When I was given this book I was told that I would love it or hate it. I wish I'd been given a third option - that I would find it mildly entertaining, but not to the extent that I couldn't easily put it down. I guessed pretty much how it would end when I was about a third of the way through the book. I might not have had the specifics but I had the gist of it. It was predictable, formulaic.
We're told that this is the first of a series of books featuring Detective Superintendent Roy Grace. This might be why he's burdened with a wife who disappeared completely some ten years earlier. I can only assume that this will be brought into play in a later book as it had no relevance to the plot of this one, apart from giving him the opportunity to ogle a woman's breasts whilst still retaining our sympathy. Given that he was investigating a sudden disappearance more could have been made of the coincidence, but wasn't. He's also blessed with a photographic memory (enabling him to recall in detail things that he's barely seen) and an interest in the paranormal. This I found infuriating. Is it really believable that a medium can hold someone's possession and establish where they are, or that the police would use someone like this? Or is it just an easy way to get out of a difficult situation in the plot? Sometimes I found myself groaning.
Characterisation is variable. I couldn't say that I warmed to any of them or cared what happened to anyone other than the man buried in the coffin. The plot is littered with deaths, but it was rather like watching a cowboy film - I was convinced they'd get up and walk away in a minute. The fiancé was too extreme - cloyingly sweet one minute and then sickeningly evil the next. Other than the fiancé the women were generally more convincing than the men, some of whom I was having difficulty recognising even at the end of the book. Grace himself is something of a one-trick pony so far as detection goes. He watches which way people's eyes flick when they're asked a question and from this he can tell whether or not they're lying. Beyond that he tends to rely on the paranormal.
Some of the writing is very good. I found the passages about the time Michael spent in the coffin terrifying and if reading about someone trapped in a claustrophobic situation is likely to bring on a panic attack you might want to avoid the book. It did strike me that Peter James is better at writing horror than detective fiction, but I doubt that it sells quite so well. There was quite a good car chase too if you're into that sort of thing. On the other hand there is some lazy writing such as the lengthy descriptions of what's on the walls of the Sussex Police Headquarters. It added nothing to the plot and was boring reading.

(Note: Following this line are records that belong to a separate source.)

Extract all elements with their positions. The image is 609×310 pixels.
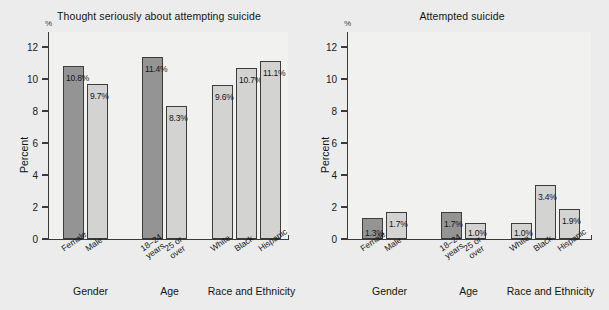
bar-value-label: 1.7% [389,219,408,229]
y-axis-tick: 10 [341,78,348,80]
bar: 3.4% [535,185,556,239]
y-axis-tick-label: 10 [27,74,38,85]
x-axis-group-label: Gender [372,285,407,297]
bar-shadow [241,65,260,234]
y-axis-tick-label: 0 [331,234,337,245]
bar-value-label: 9.6% [215,92,234,102]
bar-value-label: 11.1% [263,68,285,78]
plot-area: 02468101210.8%9.7%11.4%8.3%9.6%10.7%11.1… [48,32,288,240]
bar-value-label: 8.3% [169,113,188,123]
x-axis-group-label: Race and Ethnicity [208,285,296,297]
y-axis-tick-label: 4 [32,170,38,181]
y-axis-tick: 2 [42,206,49,208]
bar: 11.1% [260,61,281,239]
bar: 11.4% [142,57,163,239]
x-axis-end-tick [288,235,290,240]
y-axis-tick-label: 6 [32,138,38,149]
y-axis-label: Percent [319,137,331,173]
y-axis-tick: 12 [341,46,348,48]
y-axis-tick-label: 12 [326,42,337,53]
y-axis-tick: 4 [42,174,49,176]
figure-canvas: Thought seriously about attempting suici… [0,0,609,310]
bar-value-label: 10.8% [66,73,89,83]
y-axis-tick-label: 10 [326,74,337,85]
y-axis-tick: 0 [42,238,49,240]
bar-value-label: 1.9% [562,216,581,226]
y-axis-tick-label: 6 [331,138,337,149]
plot-area: 0246810121.3%1.7%1.7%1.0%1.0%3.4%1.9% [347,32,591,240]
bar-shadow [68,63,87,234]
x-axis-group-label: Race and Ethnicity [507,285,595,297]
bar-shadow [265,58,284,234]
percent-unit-mark: % [45,19,52,28]
bar-shadow [147,54,166,234]
x-axis-end-tick [591,235,593,240]
bar-value-label: 9.7% [90,91,109,101]
x-axis-group-label: Gender [73,285,108,297]
y-axis-tick: 12 [42,46,49,48]
bar-shadow [92,81,111,234]
y-axis-tick-label: 4 [331,170,337,181]
bar-value-label: 11.4% [145,64,167,74]
bar-value-label: 10.7% [239,75,262,85]
bar: 9.7% [87,84,108,239]
y-axis-tick: 0 [341,238,348,240]
y-axis-tick: 2 [341,206,348,208]
y-axis-label: Percent [18,137,30,173]
bar: 10.7% [236,68,257,239]
y-axis-tick-label: 8 [32,106,38,117]
bar-shadow [540,182,559,234]
bar-shadow [217,82,236,234]
y-axis-tick: 4 [341,174,348,176]
x-axis-group-label: Age [459,285,478,297]
bar: 10.8% [63,66,84,239]
y-axis-tick-label: 8 [331,106,337,117]
percent-unit-mark: % [344,19,351,28]
y-axis-tick: 6 [341,142,348,144]
y-axis-tick-label: 12 [27,42,38,53]
y-axis-tick-label: 0 [32,234,38,245]
bar: 9.6% [212,85,233,239]
x-axis-group-label: Age [160,285,179,297]
bar: 8.3% [166,106,187,239]
y-axis-tick-label: 2 [331,202,337,213]
y-axis-tick: 10 [42,78,49,80]
chart-panel-thought-seriously: Thought seriously about attempting suici… [0,0,304,310]
y-axis-tick: 8 [341,110,348,112]
chart-panel-attempted: Attempted suicide % Percent 0246810121.3… [305,0,609,310]
bar-value-label: 3.4% [538,192,557,202]
bar-value-label: 1.7% [444,219,463,229]
y-axis-tick: 6 [42,142,49,144]
y-axis-tick: 8 [42,110,49,112]
y-axis-tick-label: 2 [32,202,38,213]
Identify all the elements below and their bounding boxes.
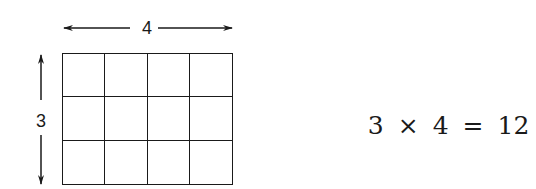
grid-cell [148, 54, 190, 97]
width-label: 4 [138, 19, 156, 37]
grid-cell [63, 97, 105, 140]
multiply-operator: × [398, 111, 419, 140]
grid-cell [190, 54, 232, 97]
grid-cell [190, 141, 232, 184]
height-label: 3 [33, 110, 49, 132]
multiplication-area-diagram: 4 3 3×4=12 [0, 0, 536, 189]
left-operand: 3 [368, 111, 384, 140]
grid-cell [63, 141, 105, 184]
grid-cell [148, 97, 190, 140]
equals-sign: = [463, 111, 484, 140]
grid-cell [63, 54, 105, 97]
multiplication-equation: 3×4=12 [336, 82, 529, 169]
unit-grid [62, 53, 233, 185]
grid-cell [105, 54, 147, 97]
grid-cell [105, 97, 147, 140]
grid-cell [148, 141, 190, 184]
grid-cell [105, 141, 147, 184]
result: 12 [498, 111, 530, 140]
right-operand: 4 [433, 111, 449, 140]
grid-cell [190, 97, 232, 140]
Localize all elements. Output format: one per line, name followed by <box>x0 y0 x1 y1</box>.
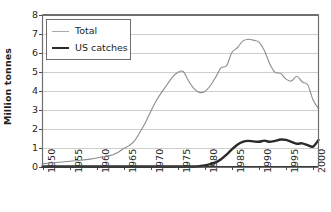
series-line-us-catches <box>43 139 319 166</box>
legend-label-total: Total <box>75 26 97 36</box>
legend-swatch-total-icon <box>52 31 69 32</box>
legend-swatch-us-catches-icon <box>52 47 69 49</box>
line-chart: Million tonnes 012345678 195019551960196… <box>0 0 331 212</box>
legend-item-us-catches: US catches <box>52 40 128 56</box>
legend-label-us-catches: US catches <box>75 43 128 53</box>
legend: Total US catches <box>46 19 131 60</box>
legend-item-total: Total <box>52 23 97 39</box>
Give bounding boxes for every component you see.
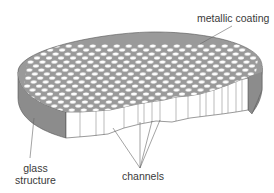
glass-structure-label: glass structure: [15, 162, 56, 186]
glass-label-line2: structure: [15, 174, 56, 186]
metallic-coating-label: metallic coating: [197, 12, 269, 24]
channels-label: channels: [122, 170, 164, 182]
glass-label-line1: glass: [15, 162, 56, 174]
diagram-canvas: metallic coating glass structure channel…: [0, 0, 274, 193]
glass-leader-line: [30, 118, 34, 158]
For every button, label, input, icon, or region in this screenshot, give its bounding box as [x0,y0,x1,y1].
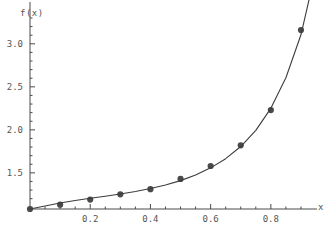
x-axis-tick-label: 0.4 [142,214,158,224]
function-plot: 0.20.40.60.81.52.02.53.0 [0,0,333,230]
y-axis-label: f(x) [20,8,44,18]
fitted-curve [30,0,310,209]
data-point-marker [238,142,244,148]
x-axis-tick-label: 0.2 [82,214,98,224]
x-axis-tick-label: 0.6 [203,214,219,224]
data-point-marker [298,27,304,33]
x-axis-tick-label: 0.8 [263,214,279,224]
x-axis-label: x [318,202,324,212]
y-axis-tick-label: 2.5 [7,82,23,92]
data-point-marker [87,196,93,202]
y-axis-tick-label: 1.5 [7,168,23,178]
plot-container: 0.20.40.60.81.52.02.53.0 f(x) x [0,0,333,230]
y-axis-tick-label: 3.0 [7,39,23,49]
y-axis-tick-label: 2.0 [7,125,23,135]
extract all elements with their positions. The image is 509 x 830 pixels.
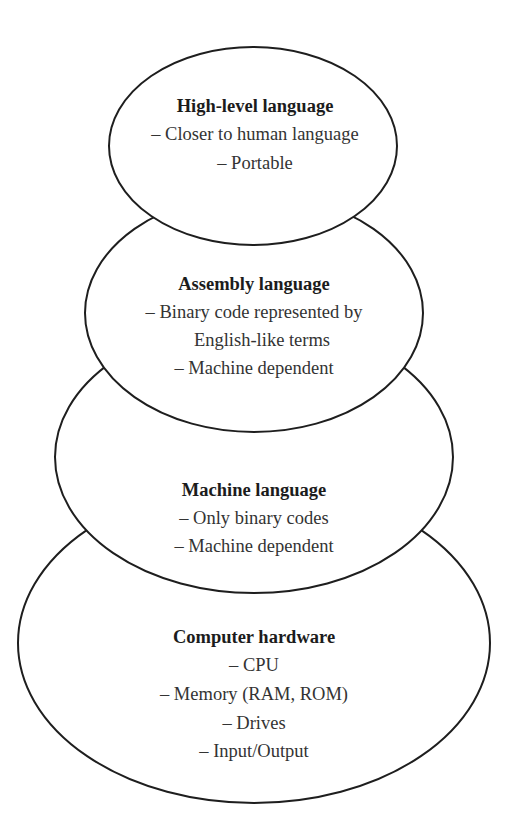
ellipse-high-level-language — [109, 47, 397, 245]
layer-title: High-level language — [177, 96, 334, 116]
layer-line: – Drives — [221, 713, 285, 733]
layer-high-level-language: High-level language – Closer to human la… — [109, 47, 397, 245]
layer-line: – Portable — [216, 153, 293, 173]
layer-title: Computer hardware — [173, 627, 335, 647]
layer-line: – Binary code represented by — [145, 302, 364, 322]
layer-line: – CPU — [228, 655, 279, 675]
layer-line: English-like terms — [194, 330, 330, 350]
layer-line: – Machine dependent — [173, 536, 334, 556]
layer-line: – Only binary codes — [178, 508, 329, 528]
layer-line: – Closer to human language — [150, 124, 359, 144]
layer-title: Machine language — [182, 480, 326, 500]
language-hierarchy-diagram: Computer hardware – CPU – Memory (RAM, R… — [0, 0, 509, 830]
layer-title: Assembly language — [178, 274, 330, 294]
layer-line: – Machine dependent — [173, 358, 334, 378]
layer-line: – Input/Output — [198, 741, 309, 761]
layer-line: – Memory (RAM, ROM) — [159, 684, 348, 705]
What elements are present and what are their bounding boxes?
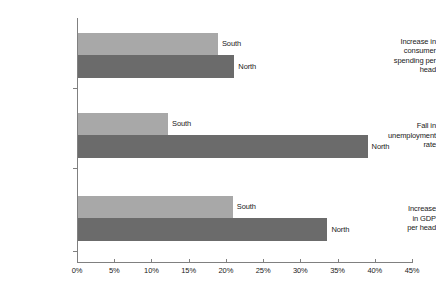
value-axis-tick: [412, 259, 413, 263]
value-axis-line: [77, 262, 413, 263]
bar-south: [78, 113, 168, 135]
plot-area: Increase inconsumerspending perheadFall …: [0, 0, 436, 297]
value-axis-tick-label: 0%: [72, 266, 83, 275]
bar-label-south: South: [222, 39, 241, 48]
value-axis-tick: [263, 259, 264, 263]
value-axis-tick-label: 30%: [293, 266, 308, 275]
value-axis-tick: [189, 259, 190, 263]
value-axis-tick: [114, 259, 115, 263]
value-axis-tick-label: 15%: [181, 266, 196, 275]
bar-chart: Increase inconsumerspending perheadFall …: [0, 0, 436, 297]
bar-label-north: North: [372, 142, 390, 151]
category-label-line: head: [368, 65, 436, 75]
value-axis-tick: [151, 259, 152, 263]
bar-north: [78, 135, 368, 158]
bar-south: [78, 33, 218, 55]
value-axis-tick-label: 35%: [330, 266, 345, 275]
bar-south: [78, 196, 233, 218]
category-label-line: Increase: [368, 204, 436, 214]
category-label: Increasein GDPper head: [368, 204, 436, 233]
bar-north: [78, 218, 327, 241]
value-axis-tick-label: 5%: [109, 266, 120, 275]
category-label: Increase inconsumerspending perhead: [368, 37, 436, 75]
category-label-line: spending per: [368, 56, 436, 66]
value-axis-tick: [226, 259, 227, 263]
value-axis-tick-label: 20%: [219, 266, 234, 275]
category-label-line: unemployment: [368, 131, 436, 141]
category-axis-tick: [73, 168, 78, 169]
value-axis-tick: [77, 259, 78, 263]
value-axis-tick-label: 25%: [256, 266, 271, 275]
bar-label-south: South: [172, 119, 191, 128]
value-axis-tick: [375, 259, 376, 263]
value-axis-tick: [300, 259, 301, 263]
category-axis-tick: [73, 251, 78, 252]
category-label-line: Fall in: [368, 121, 436, 131]
category-label-line: per head: [368, 223, 436, 233]
bar-label-north: North: [238, 62, 256, 71]
category-axis-tick: [73, 88, 78, 89]
value-axis-tick-label: 40%: [367, 266, 382, 275]
category-label-line: in GDP: [368, 214, 436, 224]
value-axis-tick: [338, 259, 339, 263]
bar-label-north: North: [331, 225, 349, 234]
category-label-line: consumer: [368, 46, 436, 56]
value-axis-tick-label: 10%: [144, 266, 159, 275]
value-axis-tick-label: 45%: [405, 266, 420, 275]
bar-north: [78, 55, 234, 78]
bar-label-south: South: [237, 202, 256, 211]
category-label-line: Increase in: [368, 37, 436, 47]
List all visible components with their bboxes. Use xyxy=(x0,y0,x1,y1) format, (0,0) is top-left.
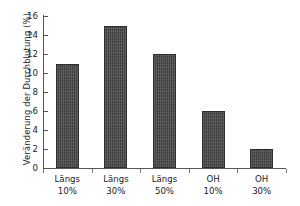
y-tick-label-wrap: 16 xyxy=(4,12,38,13)
y-tick-label-wrap: 14 xyxy=(4,31,38,32)
x-category-label-line1: OH xyxy=(237,174,286,186)
y-tick-label-wrap: 2 xyxy=(4,145,38,146)
x-category-label-line1: OH xyxy=(189,174,238,186)
x-category-label-line1: Längs xyxy=(43,174,92,186)
x-category-label: Längs50% xyxy=(140,174,189,197)
x-category-label-line1: Längs xyxy=(92,174,141,186)
x-tick-mark xyxy=(286,169,287,173)
x-tick-mark xyxy=(189,169,190,173)
y-tick-label: 16 xyxy=(6,12,38,21)
y-tick-label-wrap: 0 xyxy=(4,164,38,165)
y-tick-label-wrap: 12 xyxy=(4,50,38,51)
bar xyxy=(104,26,127,169)
y-tick-label-wrap: 10 xyxy=(4,69,38,70)
bar xyxy=(250,149,273,168)
bar xyxy=(56,64,79,169)
x-category-label-line2: 50% xyxy=(140,186,189,198)
x-category-label-line2: 10% xyxy=(189,186,238,198)
y-tick-label: 8 xyxy=(6,88,38,97)
y-tick-label: 2 xyxy=(6,145,38,154)
x-axis-line xyxy=(43,168,286,169)
x-category-label: OH30% xyxy=(237,174,286,197)
bar xyxy=(202,111,225,168)
y-tick-label: 0 xyxy=(6,164,38,173)
y-tick-label: 12 xyxy=(6,50,38,59)
bar xyxy=(153,54,176,168)
x-category-label: OH10% xyxy=(189,174,238,197)
y-tick-label-wrap: 8 xyxy=(4,88,38,89)
x-tick-mark xyxy=(237,169,238,173)
y-tick-label: 10 xyxy=(6,69,38,78)
x-category-label-line1: Längs xyxy=(140,174,189,186)
y-tick-label: 6 xyxy=(6,107,38,116)
y-tick-label-wrap: 4 xyxy=(4,126,38,127)
x-tick-mark xyxy=(43,169,44,173)
x-category-label-line2: 30% xyxy=(237,186,286,198)
y-tick-label: 4 xyxy=(6,126,38,135)
bar-chart: Veränderung der Durchblutung (%) 0246810… xyxy=(0,0,300,206)
x-category-label-line2: 30% xyxy=(92,186,141,198)
x-tick-mark xyxy=(92,169,93,173)
plot-area xyxy=(43,16,285,168)
y-tick-mark xyxy=(44,168,48,169)
x-category-label-line2: 10% xyxy=(43,186,92,198)
x-tick-mark xyxy=(140,169,141,173)
x-category-label: Längs30% xyxy=(92,174,141,197)
y-tick-label-wrap: 6 xyxy=(4,107,38,108)
x-category-label: Längs10% xyxy=(43,174,92,197)
y-tick-label: 14 xyxy=(6,31,38,40)
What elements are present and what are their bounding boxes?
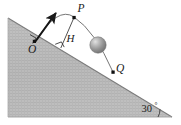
diagram-canvas: O P Q H 30 ° <box>0 0 181 125</box>
velocity-arrow <box>35 14 56 43</box>
ball <box>90 37 106 53</box>
label-angle-degree-symbol: ° <box>155 101 158 110</box>
label-apex: P <box>77 2 85 14</box>
ball-sphere <box>90 37 106 53</box>
label-origin: O <box>28 43 37 55</box>
physics-diagram-figure: O P Q H 30 ° <box>0 0 181 125</box>
label-angle-value: 30 <box>142 103 153 114</box>
point-marker-apex <box>72 16 75 19</box>
label-height: H <box>66 32 76 44</box>
point-marker-landing <box>111 71 114 74</box>
label-landing: Q <box>116 62 125 74</box>
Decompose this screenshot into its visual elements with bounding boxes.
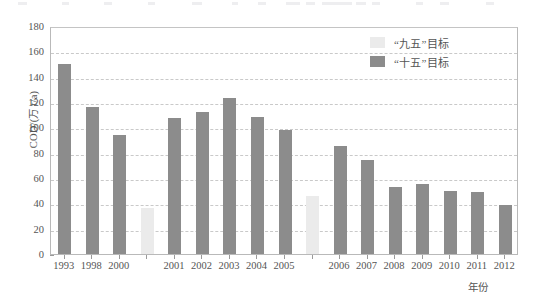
x-axis-tick-mark: [367, 255, 368, 259]
y-axis-tick-label: 60: [4, 174, 44, 184]
gridline: [51, 104, 517, 105]
bar: [499, 205, 512, 254]
y-axis-tick-label: 140: [4, 73, 44, 83]
bar: [334, 146, 347, 254]
x-axis-tick-mark: [339, 255, 340, 259]
bar: [223, 98, 236, 254]
x-axis-tick-mark: [229, 255, 230, 259]
x-axis-tick-mark: [449, 255, 450, 259]
bar: [113, 135, 126, 254]
bar: [416, 184, 429, 254]
x-axis-tick-mark: [201, 255, 202, 259]
legend-item-tenth-five-year: “十五”目标: [370, 52, 500, 71]
x-axis-tick-label: 2012: [494, 260, 515, 271]
bar: [141, 208, 154, 254]
x-axis-tick-label: 1993: [53, 260, 74, 271]
bar: [86, 107, 99, 254]
x-axis-tick-label: 1998: [81, 260, 102, 271]
legend: “九五”目标 “十五”目标: [370, 33, 500, 71]
top-cropped-text-artifact: [0, 0, 536, 7]
x-axis-tick-mark: [394, 255, 395, 259]
x-axis-tick-label: 2003: [218, 260, 239, 271]
legend-label-tenth-five-year: “十五”目标: [394, 54, 449, 70]
bar: [196, 112, 209, 254]
x-axis-title: 年份: [468, 279, 488, 294]
y-axis-tick-label: 160: [4, 47, 44, 57]
bar: [444, 191, 457, 254]
y-axis-tick-label: 100: [4, 123, 44, 133]
x-axis-tick-label: 2005: [274, 260, 295, 271]
x-axis-tick-mark: [91, 255, 92, 259]
bar: [471, 192, 484, 254]
x-axis-tick-mark: [256, 255, 257, 259]
x-axis-tick-label: 2011: [466, 260, 487, 271]
x-axis-tick-label: 2000: [108, 260, 129, 271]
x-axis-tick-label: 2006: [329, 260, 350, 271]
x-axis-tick-label: 2001: [163, 260, 184, 271]
legend-swatch-tenth-five-year: [370, 56, 385, 67]
bar: [361, 160, 374, 254]
x-axis-tick-mark: [64, 255, 65, 259]
bar: [389, 187, 402, 254]
bar: [58, 64, 71, 254]
x-axis-tick-mark: [146, 255, 147, 259]
x-axis-tick-label: 2008: [384, 260, 405, 271]
y-axis-tick-label: 20: [4, 225, 44, 235]
bar: [306, 196, 319, 254]
legend-item-ninth-five-year: “九五”目标: [370, 33, 500, 52]
x-axis-tick-mark: [174, 255, 175, 259]
legend-swatch-ninth-five-year: [370, 37, 385, 48]
y-axis-tick-mark: [50, 255, 54, 256]
bar: [251, 117, 264, 254]
x-axis-tick-mark: [477, 255, 478, 259]
x-axis-tick-mark: [504, 255, 505, 259]
y-axis-tick-label: 40: [4, 199, 44, 209]
y-axis-tick-label: 120: [4, 98, 44, 108]
x-axis-tick-label: 2007: [356, 260, 377, 271]
legend-label-ninth-five-year: “九五”目标: [394, 35, 449, 51]
x-axis-tick-mark: [284, 255, 285, 259]
y-axis-tick-label: 0: [4, 250, 44, 260]
x-axis-tick-mark: [422, 255, 423, 259]
x-axis-tick-mark: [312, 255, 313, 259]
bar: [168, 118, 181, 254]
cod-emissions-bar-chart: COD/(万 t/a) 020406080100120140160180 199…: [0, 0, 536, 303]
x-axis-tick-mark: [119, 255, 120, 259]
bar: [279, 130, 292, 254]
x-axis-tick-label: 2010: [439, 260, 460, 271]
x-axis-tick-label: 2004: [246, 260, 267, 271]
y-axis-tick-label: 80: [4, 149, 44, 159]
y-axis-tick-label: 180: [4, 22, 44, 32]
x-axis-tick-label: 2009: [411, 260, 432, 271]
x-axis-tick-label: 2002: [191, 260, 212, 271]
gridline: [51, 79, 517, 80]
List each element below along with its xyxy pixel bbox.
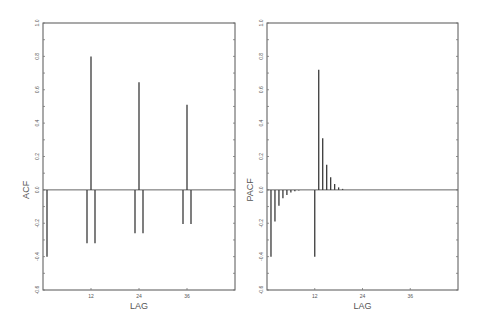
- x-tick-label: 24: [360, 293, 366, 299]
- y-tick-label: 1.0: [258, 19, 264, 26]
- acf-x-axis-label: LAG: [130, 301, 148, 311]
- acf-pacf-figure: -0.6-0.4-0.20.00.20.40.60.81.0122436LAGA…: [0, 0, 482, 332]
- acf-panel: -0.6-0.4-0.20.00.20.40.60.81.0122436LAGA…: [21, 19, 235, 311]
- pacf-panel: -0.6-0.4-0.20.00.20.40.60.81.0122436LAGP…: [245, 19, 458, 311]
- y-tick-label: -0.6: [258, 285, 264, 294]
- y-tick-label: 0.0: [34, 186, 40, 193]
- y-tick-label: -0.4: [34, 252, 40, 261]
- y-tick-label: 0.6: [34, 86, 40, 93]
- plot-frame: [267, 23, 458, 290]
- acf-y-axis-label: ACF: [21, 180, 31, 199]
- y-tick-label: 0.2: [258, 153, 264, 160]
- y-tick-label: 0.4: [34, 119, 40, 126]
- y-tick-label: -0.2: [258, 219, 264, 228]
- y-tick-label: 1.0: [34, 19, 40, 26]
- y-tick-label: -0.4: [258, 252, 264, 261]
- y-tick-label: -0.2: [34, 219, 40, 228]
- pacf-x-axis-label: LAG: [353, 301, 371, 311]
- y-tick-label: 0.0: [258, 186, 264, 193]
- y-tick-label: 0.4: [258, 119, 264, 126]
- pacf-y-axis-label: PACF: [245, 178, 255, 202]
- y-tick-label: 0.2: [34, 153, 40, 160]
- y-tick-label: 0.8: [34, 53, 40, 60]
- x-tick-label: 24: [136, 293, 142, 299]
- x-tick-label: 12: [88, 293, 94, 299]
- y-tick-label: 0.6: [258, 86, 264, 93]
- y-tick-label: -0.6: [34, 285, 40, 294]
- x-tick-label: 12: [312, 293, 318, 299]
- x-tick-label: 36: [407, 293, 413, 299]
- x-tick-label: 36: [184, 293, 190, 299]
- y-tick-label: 0.8: [258, 53, 264, 60]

It's not a bad book, you know, but neither is it a particularly good book. It doesn't even have the merit of being so bad it's good. It's quite simply a rather mediocre book which might fill in a few hours if you're stuck for something to read. It has all the hallmarks of someone jumping on the bandwagon of those people who've written a successful series of books featuring one particular detective - Colin Dexter's Morse, Ruth Rendell's Wexford, Ian Rankin's Rebus and Michael Dibdin's Aurelio Zen spring to mind - but this book's not a patch on any of them. Read it if you like, but don't say I didn't warn you.